The Hard Drive Turns 50
JHU writes "When the hard drive was first introduced on September 13, 1956, it required a humongous housing and 50 24-inch platters to store 1/2400 as much data as can be fit on today's largest capacity 1-inch hard drives. Back then, the small team at IBM's San Jose-based lab was seeking a way to replace tape with a storage mechanism that allowed for more-efficient random access to data. The question was, how to bring random-access storage to business computing?"
At some point in the future, capacity will take a back seat to recoverability ( for the average consumer ). To that end, I predict harddrive companies effectively setting up a raid 1 array on a single drive; Probably by platter. To the host system, it would appear as a single drive of 160gb ( for example ), but it would actually be two platters of 160gb, with a bit for bit copy being maintained on the fly by the drive itself.
Access would be through a standard API.
Extending this further, we could add even more intelligence to the drives, and with the sacrifice of more storage space, would could have the drive taking care of shadow copies ( this operating under the assumption that the host system knows how to handle the drive ).
This is the direction I predict for future harddrives; At some point we will come to a place where we don't really need the extra capacity. At that point the harddrive manufactures will begin to add more intelligence to the drives.
Mod me down with all of your hatred and your journey towards the dark side will be complete!
The prof thought this was the funniest thing he'd ever heard. He listed the following "fundamental physics" reasons why these devices would be impossible:
1. You could never make the magnetic domains small enough to get that density
2. Even if you could, you could never make stepper motors precise enough to read the data.
3. Even if you could, you could never make read/write heads sensitive enough to read such small domains.
4. Even if you could, you could never make a disk which rotated stably enough to prevent head crashes.
5. As for the RAM, he said we could never make chip densities high enough to get 1 MB on a desktop.
6. Even if you could, the heat generated by those RAM chips would require a small refrigerator.
7. And finally, even if you could make the transistors small enough, you would get so many tunneling errors that the RAM would be completely unreliable.
I wonder if he's seen an Ipod Nano yet...
What was once true, is no longer so
When I was in high school (1970's) our computer programming/math teacher had a hard drive disk platter that might have been from one of the these machines. I seem to recall that it was larger than 24" in diameter, but maybe I was just smaller. Anyway, the disk had some silver powder on it -- magnetic I'd guess -- and you could actually see the individual bits. They were pretty thin, but the tracks looked to be about 1/8" wide/tall.
One of the dupes is even listed on the 'Related Stories' section! Useful feature, that.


Task goal - The data must be returned in full and exactly as given.

━━━━━━━━━━━━━━━━━━━━

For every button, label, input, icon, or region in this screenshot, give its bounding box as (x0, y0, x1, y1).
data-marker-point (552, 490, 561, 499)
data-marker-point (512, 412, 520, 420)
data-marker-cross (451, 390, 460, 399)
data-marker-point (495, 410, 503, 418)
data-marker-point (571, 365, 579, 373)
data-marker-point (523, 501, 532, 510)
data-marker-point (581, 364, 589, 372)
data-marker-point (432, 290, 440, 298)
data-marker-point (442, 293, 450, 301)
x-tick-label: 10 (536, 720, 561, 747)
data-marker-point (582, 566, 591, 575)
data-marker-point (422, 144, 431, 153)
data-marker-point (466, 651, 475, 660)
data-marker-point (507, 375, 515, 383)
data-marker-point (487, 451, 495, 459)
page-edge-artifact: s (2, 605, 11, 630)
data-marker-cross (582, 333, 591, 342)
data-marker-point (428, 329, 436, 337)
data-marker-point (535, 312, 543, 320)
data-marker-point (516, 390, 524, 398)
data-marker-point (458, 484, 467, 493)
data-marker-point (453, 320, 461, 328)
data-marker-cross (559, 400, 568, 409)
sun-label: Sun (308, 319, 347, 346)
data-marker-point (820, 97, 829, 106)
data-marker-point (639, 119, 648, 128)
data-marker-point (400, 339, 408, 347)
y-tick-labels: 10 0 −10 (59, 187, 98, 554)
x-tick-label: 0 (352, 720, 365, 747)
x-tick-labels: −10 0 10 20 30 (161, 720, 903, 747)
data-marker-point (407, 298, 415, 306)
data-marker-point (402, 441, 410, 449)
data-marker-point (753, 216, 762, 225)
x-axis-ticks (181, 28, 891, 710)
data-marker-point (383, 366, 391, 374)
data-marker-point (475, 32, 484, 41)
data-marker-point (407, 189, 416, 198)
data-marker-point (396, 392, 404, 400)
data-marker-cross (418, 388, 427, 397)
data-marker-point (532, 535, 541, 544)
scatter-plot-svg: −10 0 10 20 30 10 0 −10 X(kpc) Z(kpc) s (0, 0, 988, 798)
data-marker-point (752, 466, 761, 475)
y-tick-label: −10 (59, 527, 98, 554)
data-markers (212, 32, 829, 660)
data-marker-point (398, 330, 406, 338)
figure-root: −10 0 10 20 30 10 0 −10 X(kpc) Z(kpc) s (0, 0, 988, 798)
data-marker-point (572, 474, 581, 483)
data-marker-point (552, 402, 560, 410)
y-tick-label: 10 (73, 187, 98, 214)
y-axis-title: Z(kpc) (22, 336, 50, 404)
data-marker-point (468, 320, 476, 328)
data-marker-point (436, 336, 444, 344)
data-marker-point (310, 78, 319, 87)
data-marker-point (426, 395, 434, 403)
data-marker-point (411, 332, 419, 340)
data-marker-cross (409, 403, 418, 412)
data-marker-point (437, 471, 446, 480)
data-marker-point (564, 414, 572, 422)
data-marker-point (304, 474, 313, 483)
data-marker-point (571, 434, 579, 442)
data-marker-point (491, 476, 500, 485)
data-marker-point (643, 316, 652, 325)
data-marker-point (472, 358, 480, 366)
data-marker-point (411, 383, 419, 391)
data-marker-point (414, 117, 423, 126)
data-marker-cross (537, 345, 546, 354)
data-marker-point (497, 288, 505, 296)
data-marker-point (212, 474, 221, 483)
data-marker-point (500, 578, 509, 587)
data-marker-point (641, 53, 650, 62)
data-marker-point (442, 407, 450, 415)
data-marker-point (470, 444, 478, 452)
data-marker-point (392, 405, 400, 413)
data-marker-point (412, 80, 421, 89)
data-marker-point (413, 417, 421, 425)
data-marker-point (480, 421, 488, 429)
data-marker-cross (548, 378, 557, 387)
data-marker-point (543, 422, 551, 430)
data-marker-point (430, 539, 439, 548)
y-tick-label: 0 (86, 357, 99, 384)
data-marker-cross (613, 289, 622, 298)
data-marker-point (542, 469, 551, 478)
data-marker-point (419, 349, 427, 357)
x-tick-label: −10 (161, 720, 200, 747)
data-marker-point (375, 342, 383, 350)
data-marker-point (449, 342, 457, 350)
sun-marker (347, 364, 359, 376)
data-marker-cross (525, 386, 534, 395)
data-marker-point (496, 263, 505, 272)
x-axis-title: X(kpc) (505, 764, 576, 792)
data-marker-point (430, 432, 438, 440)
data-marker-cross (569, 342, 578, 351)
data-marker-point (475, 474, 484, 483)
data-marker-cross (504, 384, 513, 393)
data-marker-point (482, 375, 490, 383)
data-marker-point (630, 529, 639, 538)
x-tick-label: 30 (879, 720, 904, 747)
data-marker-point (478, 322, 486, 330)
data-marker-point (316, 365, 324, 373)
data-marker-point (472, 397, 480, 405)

━━━━━━━━━━━━━━━━━━━━

Task output -
For every button, label, input, icon, or region in this screenshot, give its bounding box as (x0, y0, x1, y1).
data-marker-point (552, 490, 561, 499)
data-marker-point (512, 412, 520, 420)
data-marker-cross (451, 390, 460, 399)
data-marker-point (495, 410, 503, 418)
data-marker-point (571, 365, 579, 373)
data-marker-point (523, 501, 532, 510)
data-marker-point (581, 364, 589, 372)
data-marker-point (432, 290, 440, 298)
data-marker-point (442, 293, 450, 301)
x-tick-label: 10 (536, 720, 561, 747)
data-marker-point (582, 566, 591, 575)
data-marker-point (422, 144, 431, 153)
data-marker-point (466, 651, 475, 660)
data-marker-point (507, 375, 515, 383)
data-marker-point (487, 451, 495, 459)
page-edge-artifact: s (2, 605, 11, 630)
data-marker-cross (582, 333, 591, 342)
data-marker-point (428, 329, 436, 337)
data-marker-point (535, 312, 543, 320)
data-marker-point (516, 390, 524, 398)
data-marker-point (458, 484, 467, 493)
data-marker-point (453, 320, 461, 328)
data-marker-cross (559, 400, 568, 409)
sun-label: Sun (308, 319, 347, 346)
data-marker-point (820, 97, 829, 106)
data-marker-point (639, 119, 648, 128)
data-marker-point (400, 339, 408, 347)
y-tick-labels: 10 0 −10 (59, 187, 98, 554)
x-tick-label: 0 (352, 720, 365, 747)
x-tick-labels: −10 0 10 20 30 (161, 720, 903, 747)
data-marker-point (407, 298, 415, 306)
data-marker-point (402, 441, 410, 449)
data-marker-point (753, 216, 762, 225)
x-axis-ticks (181, 28, 891, 710)
data-marker-point (383, 366, 391, 374)
data-marker-point (475, 32, 484, 41)
data-marker-point (407, 189, 416, 198)
data-marker-point (396, 392, 404, 400)
data-marker-cross (418, 388, 427, 397)
data-marker-point (532, 535, 541, 544)
scatter-plot-svg: −10 0 10 20 30 10 0 −10 X(kpc) Z(kpc) s (0, 0, 988, 798)
data-marker-point (752, 466, 761, 475)
y-tick-label: −10 (59, 527, 98, 554)
data-markers (212, 32, 829, 660)
data-marker-point (398, 330, 406, 338)
figure-root: −10 0 10 20 30 10 0 −10 X(kpc) Z(kpc) s (0, 0, 988, 798)
data-marker-point (572, 474, 581, 483)
data-marker-point (552, 402, 560, 410)
y-tick-label: 10 (73, 187, 98, 214)
y-axis-title: Z(kpc) (22, 336, 50, 404)
data-marker-point (468, 320, 476, 328)
data-marker-point (436, 336, 444, 344)
data-marker-point (310, 78, 319, 87)
data-marker-point (426, 395, 434, 403)
data-marker-point (411, 332, 419, 340)
data-marker-cross (409, 403, 418, 412)
data-marker-point (437, 471, 446, 480)
data-marker-point (564, 414, 572, 422)
data-marker-point (304, 474, 313, 483)
data-marker-point (571, 434, 579, 442)
data-marker-point (491, 476, 500, 485)
data-marker-point (643, 316, 652, 325)
data-marker-point (472, 358, 480, 366)
data-marker-point (411, 383, 419, 391)
data-marker-point (414, 117, 423, 126)
data-marker-cross (537, 345, 546, 354)
data-marker-point (497, 288, 505, 296)
data-marker-point (212, 474, 221, 483)
data-marker-point (500, 578, 509, 587)
data-marker-point (641, 53, 650, 62)
data-marker-point (442, 407, 450, 415)
data-marker-point (470, 444, 478, 452)
data-marker-point (392, 405, 400, 413)
data-marker-point (412, 80, 421, 89)
data-marker-point (413, 417, 421, 425)
data-marker-point (480, 421, 488, 429)
data-marker-cross (548, 378, 557, 387)
data-marker-point (543, 422, 551, 430)
data-marker-point (430, 539, 439, 548)
y-tick-label: 0 (86, 357, 99, 384)
data-marker-cross (613, 289, 622, 298)
data-marker-point (542, 469, 551, 478)
data-marker-point (419, 349, 427, 357)
x-tick-label: −10 (161, 720, 200, 747)
data-marker-point (375, 342, 383, 350)
data-marker-point (449, 342, 457, 350)
sun-marker (347, 364, 359, 376)
data-marker-cross (525, 386, 534, 395)
data-marker-point (496, 263, 505, 272)
x-axis-title: X(kpc) (505, 764, 576, 792)
data-marker-point (430, 432, 438, 440)
data-marker-cross (569, 342, 578, 351)
data-marker-point (475, 474, 484, 483)
data-marker-cross (504, 384, 513, 393)
data-marker-point (482, 375, 490, 383)
data-marker-point (630, 529, 639, 538)
x-tick-label: 30 (879, 720, 904, 747)
data-marker-point (478, 322, 486, 330)
data-marker-point (316, 365, 324, 373)
data-marker-point (472, 397, 480, 405)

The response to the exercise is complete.